Exercise requirements —
Taking the line with "The image size is (1086, 611)." as the first and the last line of the entries as the final one, copy that span exactly.

Stored data:
|---|
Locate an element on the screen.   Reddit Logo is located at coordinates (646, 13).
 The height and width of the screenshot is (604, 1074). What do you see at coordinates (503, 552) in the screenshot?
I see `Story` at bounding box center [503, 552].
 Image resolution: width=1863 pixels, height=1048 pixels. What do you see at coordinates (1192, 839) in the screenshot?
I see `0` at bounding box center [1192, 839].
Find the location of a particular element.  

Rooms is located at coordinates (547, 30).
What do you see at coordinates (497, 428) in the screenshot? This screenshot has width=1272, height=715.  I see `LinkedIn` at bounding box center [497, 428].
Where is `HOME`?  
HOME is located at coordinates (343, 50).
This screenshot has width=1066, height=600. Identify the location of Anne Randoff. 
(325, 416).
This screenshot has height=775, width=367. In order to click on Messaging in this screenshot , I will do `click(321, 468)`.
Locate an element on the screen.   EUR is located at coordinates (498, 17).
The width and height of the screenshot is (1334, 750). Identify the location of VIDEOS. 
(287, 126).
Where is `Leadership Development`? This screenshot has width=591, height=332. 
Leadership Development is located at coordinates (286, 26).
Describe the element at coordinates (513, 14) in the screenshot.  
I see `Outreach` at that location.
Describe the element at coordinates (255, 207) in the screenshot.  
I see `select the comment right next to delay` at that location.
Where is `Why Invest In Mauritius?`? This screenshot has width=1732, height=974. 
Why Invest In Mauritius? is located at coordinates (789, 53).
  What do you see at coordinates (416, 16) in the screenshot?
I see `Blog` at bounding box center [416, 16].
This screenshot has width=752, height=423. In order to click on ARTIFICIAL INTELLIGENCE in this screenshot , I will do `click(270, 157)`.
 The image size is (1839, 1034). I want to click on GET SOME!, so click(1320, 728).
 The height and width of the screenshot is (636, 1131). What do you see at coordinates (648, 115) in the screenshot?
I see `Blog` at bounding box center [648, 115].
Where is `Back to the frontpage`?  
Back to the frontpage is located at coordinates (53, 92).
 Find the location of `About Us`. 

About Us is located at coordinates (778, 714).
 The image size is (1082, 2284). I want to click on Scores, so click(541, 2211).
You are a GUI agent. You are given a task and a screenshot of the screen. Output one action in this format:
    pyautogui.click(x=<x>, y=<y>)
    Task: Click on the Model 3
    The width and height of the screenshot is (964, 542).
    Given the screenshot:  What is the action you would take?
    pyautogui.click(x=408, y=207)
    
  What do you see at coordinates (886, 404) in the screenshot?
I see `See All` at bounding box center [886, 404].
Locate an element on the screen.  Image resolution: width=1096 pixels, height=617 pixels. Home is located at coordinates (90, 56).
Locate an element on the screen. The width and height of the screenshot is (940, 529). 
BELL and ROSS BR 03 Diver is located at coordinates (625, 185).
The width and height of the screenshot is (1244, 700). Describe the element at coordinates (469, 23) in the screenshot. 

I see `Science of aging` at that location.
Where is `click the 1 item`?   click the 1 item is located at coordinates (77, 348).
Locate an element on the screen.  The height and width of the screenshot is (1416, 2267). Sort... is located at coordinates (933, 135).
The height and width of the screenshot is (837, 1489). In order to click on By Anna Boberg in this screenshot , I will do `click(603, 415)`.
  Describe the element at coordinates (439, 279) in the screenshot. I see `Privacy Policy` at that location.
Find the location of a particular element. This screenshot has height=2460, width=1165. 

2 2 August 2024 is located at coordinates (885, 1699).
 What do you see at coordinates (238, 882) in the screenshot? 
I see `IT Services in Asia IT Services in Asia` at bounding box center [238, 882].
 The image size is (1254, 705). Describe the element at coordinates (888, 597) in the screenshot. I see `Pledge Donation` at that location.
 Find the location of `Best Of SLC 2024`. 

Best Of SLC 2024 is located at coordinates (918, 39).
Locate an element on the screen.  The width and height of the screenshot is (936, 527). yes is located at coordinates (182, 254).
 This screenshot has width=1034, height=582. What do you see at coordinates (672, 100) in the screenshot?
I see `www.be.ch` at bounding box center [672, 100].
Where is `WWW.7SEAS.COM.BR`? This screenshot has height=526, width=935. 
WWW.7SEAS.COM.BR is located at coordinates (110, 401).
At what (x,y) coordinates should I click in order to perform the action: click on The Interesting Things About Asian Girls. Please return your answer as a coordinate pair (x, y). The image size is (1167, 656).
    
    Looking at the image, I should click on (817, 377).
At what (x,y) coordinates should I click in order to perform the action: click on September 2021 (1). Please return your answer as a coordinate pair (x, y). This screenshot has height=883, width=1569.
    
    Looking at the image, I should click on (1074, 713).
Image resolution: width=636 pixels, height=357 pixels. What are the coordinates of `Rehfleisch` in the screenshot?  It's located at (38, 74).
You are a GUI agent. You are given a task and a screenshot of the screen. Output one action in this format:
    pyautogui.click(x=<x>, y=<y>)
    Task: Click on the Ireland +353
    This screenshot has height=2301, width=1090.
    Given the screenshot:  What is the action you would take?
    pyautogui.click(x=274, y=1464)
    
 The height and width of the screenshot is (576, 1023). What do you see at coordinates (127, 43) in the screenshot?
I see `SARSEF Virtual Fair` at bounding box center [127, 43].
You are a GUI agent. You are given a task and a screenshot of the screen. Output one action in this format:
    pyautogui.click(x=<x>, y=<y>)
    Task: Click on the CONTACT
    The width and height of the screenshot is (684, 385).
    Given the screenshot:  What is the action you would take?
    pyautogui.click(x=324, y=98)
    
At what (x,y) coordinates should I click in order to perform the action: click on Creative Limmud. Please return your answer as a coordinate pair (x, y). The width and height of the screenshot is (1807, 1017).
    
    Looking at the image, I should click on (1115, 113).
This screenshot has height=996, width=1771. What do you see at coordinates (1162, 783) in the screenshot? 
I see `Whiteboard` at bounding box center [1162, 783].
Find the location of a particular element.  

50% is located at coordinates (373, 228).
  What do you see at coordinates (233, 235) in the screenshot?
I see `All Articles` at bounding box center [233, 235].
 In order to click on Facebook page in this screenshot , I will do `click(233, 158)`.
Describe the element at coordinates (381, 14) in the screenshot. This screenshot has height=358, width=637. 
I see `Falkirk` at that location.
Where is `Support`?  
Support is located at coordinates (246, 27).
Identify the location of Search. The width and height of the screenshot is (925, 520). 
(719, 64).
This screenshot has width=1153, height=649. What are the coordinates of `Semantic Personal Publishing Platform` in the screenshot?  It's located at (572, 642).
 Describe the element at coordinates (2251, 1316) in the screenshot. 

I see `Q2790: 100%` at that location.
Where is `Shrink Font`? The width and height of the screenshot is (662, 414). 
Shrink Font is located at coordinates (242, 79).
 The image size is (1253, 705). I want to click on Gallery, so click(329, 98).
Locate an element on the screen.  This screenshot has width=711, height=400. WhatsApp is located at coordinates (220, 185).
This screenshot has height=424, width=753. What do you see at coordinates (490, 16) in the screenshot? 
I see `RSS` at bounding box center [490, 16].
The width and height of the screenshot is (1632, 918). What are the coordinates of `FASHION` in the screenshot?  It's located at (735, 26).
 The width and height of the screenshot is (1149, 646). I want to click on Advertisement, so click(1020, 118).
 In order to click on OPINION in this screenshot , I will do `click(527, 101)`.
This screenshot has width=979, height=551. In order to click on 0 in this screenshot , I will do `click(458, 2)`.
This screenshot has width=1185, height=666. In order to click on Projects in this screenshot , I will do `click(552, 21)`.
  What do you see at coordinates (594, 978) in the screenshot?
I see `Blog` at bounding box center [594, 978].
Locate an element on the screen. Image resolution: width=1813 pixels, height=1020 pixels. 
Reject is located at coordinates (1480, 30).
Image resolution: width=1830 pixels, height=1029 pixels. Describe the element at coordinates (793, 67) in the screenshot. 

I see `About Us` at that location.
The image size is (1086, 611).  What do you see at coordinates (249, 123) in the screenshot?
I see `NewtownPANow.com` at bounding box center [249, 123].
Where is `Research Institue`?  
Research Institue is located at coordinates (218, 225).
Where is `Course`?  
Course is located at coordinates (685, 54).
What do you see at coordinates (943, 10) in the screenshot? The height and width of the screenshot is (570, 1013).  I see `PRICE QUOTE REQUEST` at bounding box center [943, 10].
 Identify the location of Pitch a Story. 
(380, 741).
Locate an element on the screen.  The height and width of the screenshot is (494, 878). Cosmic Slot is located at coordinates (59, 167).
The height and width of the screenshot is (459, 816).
|---|
Task response —
The image size is (1086, 611).  What do you see at coordinates (249, 123) in the screenshot?
I see `NewtownPANow.com` at bounding box center [249, 123].
Where is `Research Institue`?  
Research Institue is located at coordinates (218, 225).
Where is `Course`?  
Course is located at coordinates (685, 54).
What do you see at coordinates (943, 10) in the screenshot? The height and width of the screenshot is (570, 1013).  I see `PRICE QUOTE REQUEST` at bounding box center [943, 10].
 Identify the location of Pitch a Story. 
(380, 741).
Locate an element on the screen.  The height and width of the screenshot is (494, 878). Cosmic Slot is located at coordinates (59, 167).
The height and width of the screenshot is (459, 816).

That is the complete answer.